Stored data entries
○ ○ ○ ○
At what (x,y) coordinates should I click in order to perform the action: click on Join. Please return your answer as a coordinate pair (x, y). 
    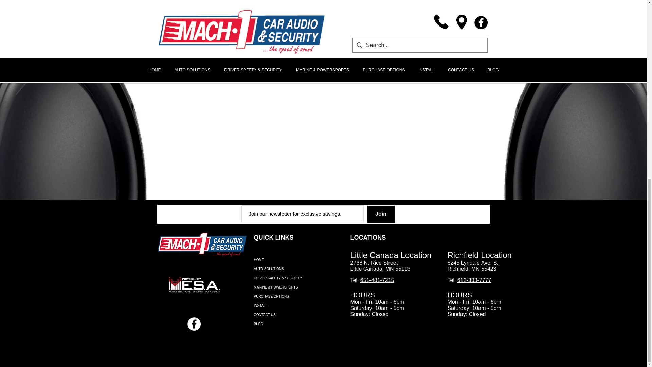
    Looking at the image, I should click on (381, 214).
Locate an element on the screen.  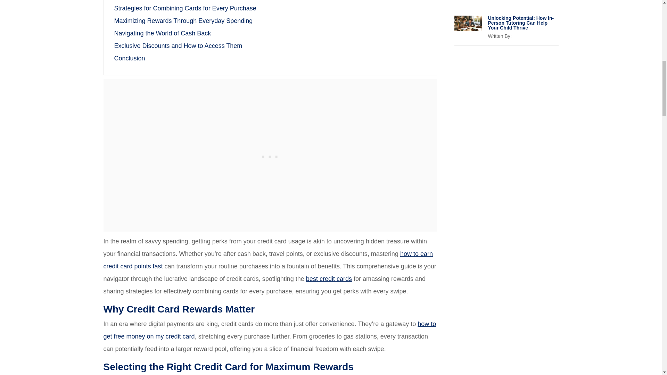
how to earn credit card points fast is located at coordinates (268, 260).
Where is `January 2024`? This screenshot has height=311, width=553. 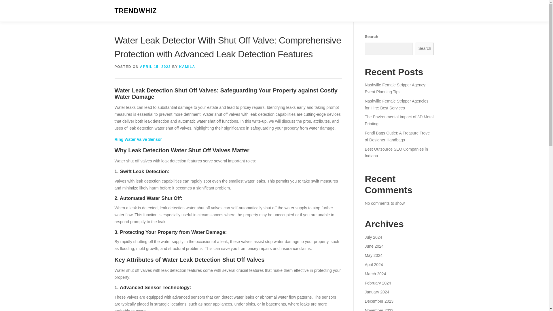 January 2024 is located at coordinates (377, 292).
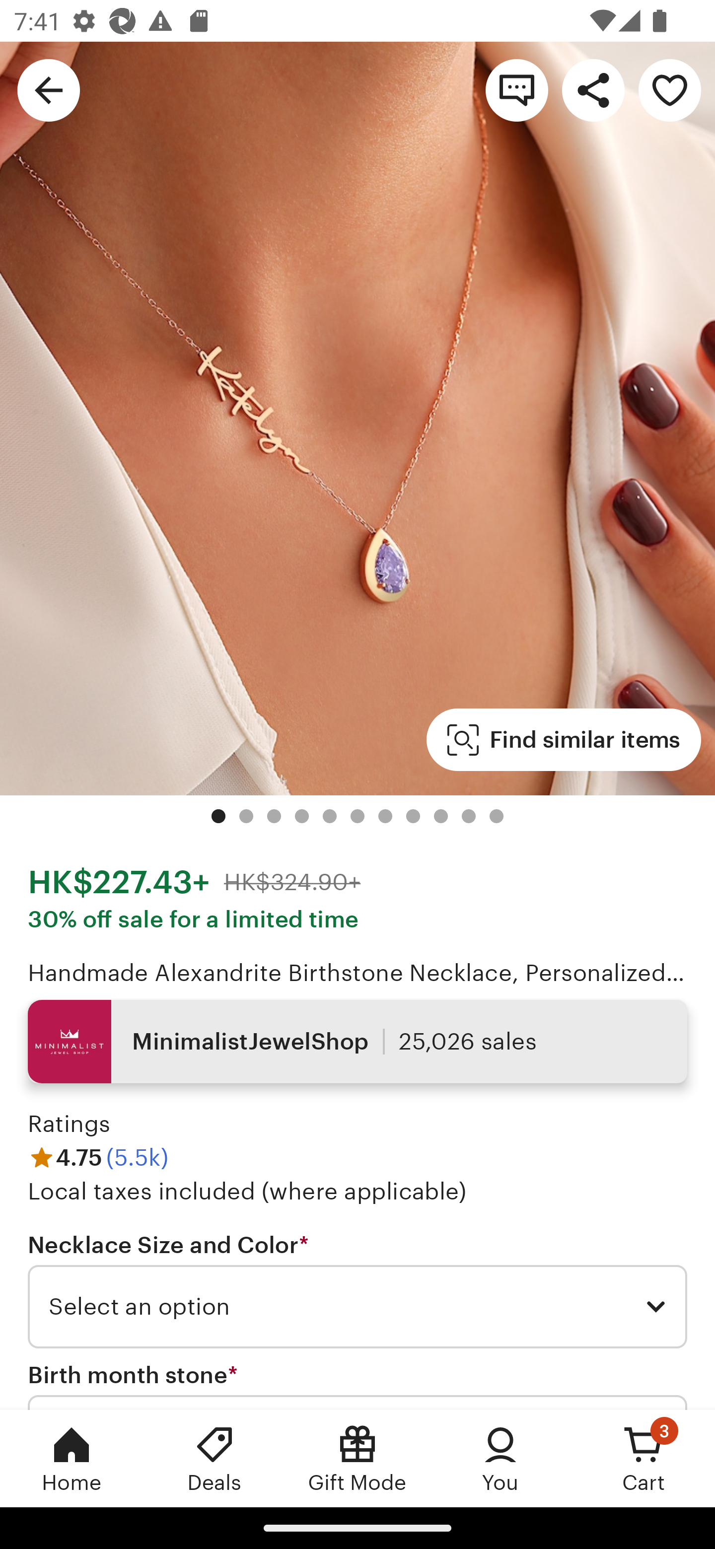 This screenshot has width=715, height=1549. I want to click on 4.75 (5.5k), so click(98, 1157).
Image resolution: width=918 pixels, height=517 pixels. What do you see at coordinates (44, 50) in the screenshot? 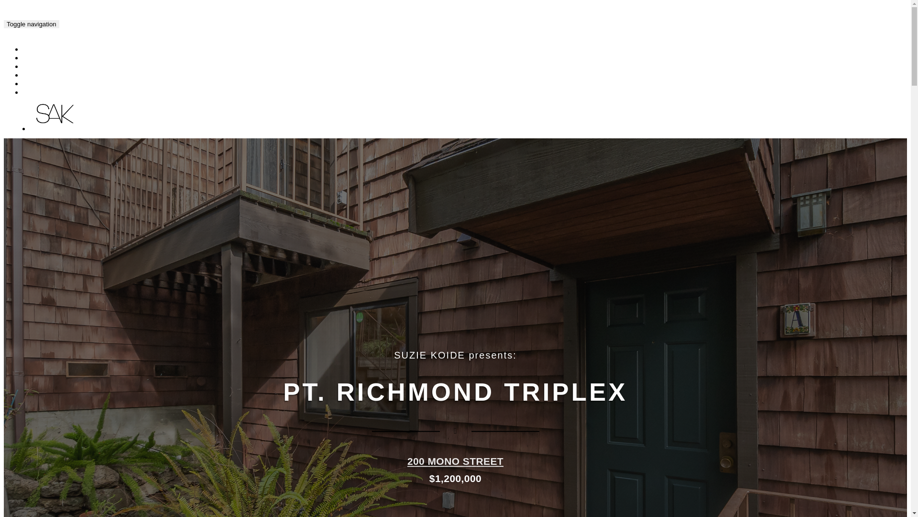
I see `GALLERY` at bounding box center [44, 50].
○ ○ ○ ○
All lines from the one with "Image resolution: width=918" through the end of the records above must be reproduced exactly, both ends included, and the pictures must be left out.

Image resolution: width=918 pixels, height=517 pixels. What do you see at coordinates (44, 50) in the screenshot? 
I see `GALLERY` at bounding box center [44, 50].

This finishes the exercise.